During a discussion about how to handle the growing controversy about professional football players taking a knee during the playing of the national anthem before games, Houston Texan's owner Bob McNair commented that "we can't have the inmates running the prison," fanning the already high flames still further.
McNair's comment was not well received. Another NFL executive and former player, Troy Vincent, fired back against McNair and Dallas Cowboys owner Jerry Jones.
Vincent said that in all his years of playing in the NFL, although he had been called every name in the book — including racial slurs — he never felt like an "inmate," according to an ESPN The Magazine article about the meeting.
McNair, who was a multimillion-dollar supporter of Donald Trump's successful presidential campaign according to The Daily Beast, unsurprisingly sided with the US president, joining a growing chorus of hardline NFL leaders who see the protest movement, and the attention it has drawn to the league, as a problem to be overcome with vinegar instead of honey.
Despite his strong opposition, McNair extended the olive branch at least to Vincent, saying that he felt horrible and that his words weren't meant to be taken literally, which Vincent appreciated, according to ESPN.
Friday morning, the Texans released a more complete statement by McNair: "I regret that I used that expression. I never meant to offend anyone and I was not referring to our players, I used a figure of speech that was never intended to be taken literally. I would never characterize our players or our league that way and I apologize to anyone who was offended by it."
The tone-deafness shown by McNair in calling NFL players "inmates" in a "prison" only emphasizes the motivation behind the players' protests. According to the Bureau of Justice Statistics, black Americans face a rate of incarceration nearly four times that of hispanic Americans and five times that of white Americans. In other words, McNair's comment about his players standing up for equality evokes exactly the inequality against which they are fighting. To the white McNair, the comparison was likely a simple turn of phrase, the details of which he scarcely gave a second thought, but it shows the deep disconnect between the NFL's leadership, its players, and their motivations, which does not bode well for reaching a mutual understanding about the protests.
‘So Much Had Been Discussed and so Little Had Been Decided'
The confidential meeting where McNair's comments were made followed a much-heralded meeting between owners, executives and players the day before, where such listening and negotiation was expected to settle at least some of the outstanding issues surrounding the protests. As ESPN noted, the owners' goal for the meeting was to ‘stop Trump from attacking our business. Find a way to persuade players to stop kneeling. Get the focus back to football."
The executives were primarily concerned with money. A recent poll by Morning Consult showed the NFL's net favorability had dropped to 11 percent from a high of 56 percent in May. Further, league executives were worried that upcoming events, such as Veterans Day and the NFL's Salute to Service, might spark anti-NFL protests by pro-military groups who might perceive both player protests and league uncertainty as anti-patriotic.
Nonetheless, the owners elected to give players' representatives — but notably not Kaepernick — at least a fair hearing. Some of the most vocally anti-kneeling owners, like Washington owner Dan Snyder, were notably absent from the roundtable (or rather football-table, as the meeting room at NFL headquarters is shaped like a football) talks, an exclusion made on purpose by owner Roger Goodell.
The players' message was that "this wasn't an ‘anthem protest' but rather an ‘inequality in America' protest," according to ESPN. Further, they felt that "fans needed to hear from owners that players who knelt or raised fists were good men who loved their country," and not just hear messages of support inside the locker rooms.
Day one's roundtable meeting failed to produce a universal understanding, and the meeting on the second day between owners and executives had a noticeable shift in tone, according to ESPN. Behind closed doors, Jones and Snyder went on the offensive, supporting a mandatory standing rule that would ban kneeling — something previously threatened by many owners. At one point, Synder mumbled aloud: "See, Jones gets it — 96 percent of Americans are for guys standing," which ESPN notes is a greatly exaggerated statistic.
It was then that McNair made his infamous remark, stunning many people.
Afterward, New England Patriots owner Robert Kraft, who is personal friends with Trump, tried to walk back the conversation from the hard line being advocated by Jones, and many others present followed his lead. Even Vincent, however, who rebuked McNair and is personally sympathetic to the players' concerns, deeply opposes the protests.
Although the meetings in mid-October set little in stone, the message sent by the NFL's leadership was clear: the owners are in charge and the players are not. In that, McNair's comment was an embarrassing expose and not an erroneous eruption.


## Work request:
Each line of the material must be returned exactly.
────────────────────────────────────────
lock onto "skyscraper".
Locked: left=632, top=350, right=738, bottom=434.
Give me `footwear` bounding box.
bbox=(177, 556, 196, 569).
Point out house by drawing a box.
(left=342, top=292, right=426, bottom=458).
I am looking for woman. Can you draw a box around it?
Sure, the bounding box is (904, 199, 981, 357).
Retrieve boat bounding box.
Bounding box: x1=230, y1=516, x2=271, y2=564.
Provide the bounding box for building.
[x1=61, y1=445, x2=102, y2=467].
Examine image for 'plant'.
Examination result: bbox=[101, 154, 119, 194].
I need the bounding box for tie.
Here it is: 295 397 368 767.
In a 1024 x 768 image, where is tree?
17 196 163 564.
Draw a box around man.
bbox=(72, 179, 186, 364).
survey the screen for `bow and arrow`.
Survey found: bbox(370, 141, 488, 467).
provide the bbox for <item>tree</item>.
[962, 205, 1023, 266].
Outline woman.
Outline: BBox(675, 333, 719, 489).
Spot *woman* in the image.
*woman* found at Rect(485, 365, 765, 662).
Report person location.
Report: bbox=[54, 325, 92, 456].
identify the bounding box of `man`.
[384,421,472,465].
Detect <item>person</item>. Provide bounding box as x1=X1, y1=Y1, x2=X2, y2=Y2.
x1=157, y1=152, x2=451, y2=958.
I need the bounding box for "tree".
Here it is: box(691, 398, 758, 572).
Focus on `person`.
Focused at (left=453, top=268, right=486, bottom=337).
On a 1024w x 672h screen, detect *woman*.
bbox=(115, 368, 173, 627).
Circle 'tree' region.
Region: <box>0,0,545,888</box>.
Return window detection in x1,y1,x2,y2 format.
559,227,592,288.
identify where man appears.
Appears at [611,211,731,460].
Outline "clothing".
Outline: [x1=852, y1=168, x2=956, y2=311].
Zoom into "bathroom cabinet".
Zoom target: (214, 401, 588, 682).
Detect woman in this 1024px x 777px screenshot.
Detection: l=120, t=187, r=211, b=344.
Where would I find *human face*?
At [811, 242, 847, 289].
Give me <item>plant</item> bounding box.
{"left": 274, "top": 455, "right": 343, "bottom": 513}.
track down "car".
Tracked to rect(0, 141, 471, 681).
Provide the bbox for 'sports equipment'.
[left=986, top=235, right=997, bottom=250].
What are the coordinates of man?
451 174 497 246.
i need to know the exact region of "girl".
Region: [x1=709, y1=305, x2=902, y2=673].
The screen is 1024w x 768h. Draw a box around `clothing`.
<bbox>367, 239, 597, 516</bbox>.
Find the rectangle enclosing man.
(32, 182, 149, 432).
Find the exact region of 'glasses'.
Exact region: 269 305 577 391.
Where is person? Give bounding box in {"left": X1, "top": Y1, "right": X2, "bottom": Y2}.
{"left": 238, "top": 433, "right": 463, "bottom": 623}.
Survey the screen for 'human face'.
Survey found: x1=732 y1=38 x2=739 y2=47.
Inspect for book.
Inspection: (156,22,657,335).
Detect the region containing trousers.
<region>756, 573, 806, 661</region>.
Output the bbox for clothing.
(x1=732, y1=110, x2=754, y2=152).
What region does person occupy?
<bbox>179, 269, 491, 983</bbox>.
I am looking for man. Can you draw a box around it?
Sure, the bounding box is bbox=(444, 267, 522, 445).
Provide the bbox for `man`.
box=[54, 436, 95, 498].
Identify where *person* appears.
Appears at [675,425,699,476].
────────────────────────────────────────
## Your solution:
lock onto "skyscraper".
Locked: left=632, top=350, right=738, bottom=434.
Give me `footwear` bounding box.
bbox=(177, 556, 196, 569).
Point out house by drawing a box.
(left=342, top=292, right=426, bottom=458).
I am looking for woman. Can you draw a box around it?
Sure, the bounding box is (904, 199, 981, 357).
Retrieve boat bounding box.
Bounding box: x1=230, y1=516, x2=271, y2=564.
Provide the bounding box for building.
[x1=61, y1=445, x2=102, y2=467].
Examine image for 'plant'.
Examination result: bbox=[101, 154, 119, 194].
I need the bounding box for tie.
Here it is: 295 397 368 767.
In a 1024 x 768 image, where is tree?
17 196 163 564.
Draw a box around man.
bbox=(72, 179, 186, 364).
survey the screen for `bow and arrow`.
Survey found: bbox(370, 141, 488, 467).
provide the bbox for <item>tree</item>.
[962, 205, 1023, 266].
Outline woman.
Outline: BBox(675, 333, 719, 489).
Spot *woman* in the image.
*woman* found at Rect(485, 365, 765, 662).
Report person location.
Report: bbox=[54, 325, 92, 456].
identify the bounding box of `man`.
[384,421,472,465].
Detect <item>person</item>. Provide bounding box as x1=X1, y1=Y1, x2=X2, y2=Y2.
x1=157, y1=152, x2=451, y2=958.
I need the bounding box for "tree".
Here it is: box(691, 398, 758, 572).
Focus on `person`.
Focused at (left=453, top=268, right=486, bottom=337).
On a 1024w x 672h screen, detect *woman*.
bbox=(115, 368, 173, 627).
Circle 'tree' region.
Region: <box>0,0,545,888</box>.
Return window detection in x1,y1,x2,y2 format.
559,227,592,288.
identify where man appears.
Appears at [611,211,731,460].
Outline "clothing".
Outline: [x1=852, y1=168, x2=956, y2=311].
Zoom into "bathroom cabinet".
Zoom target: (214, 401, 588, 682).
Detect woman in this 1024px x 777px screenshot.
Detection: l=120, t=187, r=211, b=344.
Where would I find *human face*?
At [811, 242, 847, 289].
Give me <item>plant</item> bounding box.
{"left": 274, "top": 455, "right": 343, "bottom": 513}.
track down "car".
Tracked to rect(0, 141, 471, 681).
Provide the bbox for 'sports equipment'.
[left=986, top=235, right=997, bottom=250].
What are the coordinates of man?
451 174 497 246.
i need to know the exact region of "girl".
Region: [x1=709, y1=305, x2=902, y2=673].
The screen is 1024w x 768h. Draw a box around `clothing`.
<bbox>367, 239, 597, 516</bbox>.
Find the rectangle enclosing man.
(32, 182, 149, 432).
Find the exact region of 'glasses'.
Exact region: 269 305 577 391.
Where is person? Give bounding box in {"left": X1, "top": Y1, "right": X2, "bottom": Y2}.
{"left": 238, "top": 433, "right": 463, "bottom": 623}.
Survey the screen for 'human face'.
Survey found: x1=732 y1=38 x2=739 y2=47.
Inspect for book.
Inspection: (156,22,657,335).
Detect the region containing trousers.
<region>756, 573, 806, 661</region>.
Output the bbox for clothing.
(x1=732, y1=110, x2=754, y2=152).
What region does person occupy?
<bbox>179, 269, 491, 983</bbox>.
I am looking for man. Can you draw a box around it?
Sure, the bounding box is bbox=(444, 267, 522, 445).
Provide the bbox for `man`.
box=[54, 436, 95, 498].
Identify where *person* appears.
Appears at [675,425,699,476].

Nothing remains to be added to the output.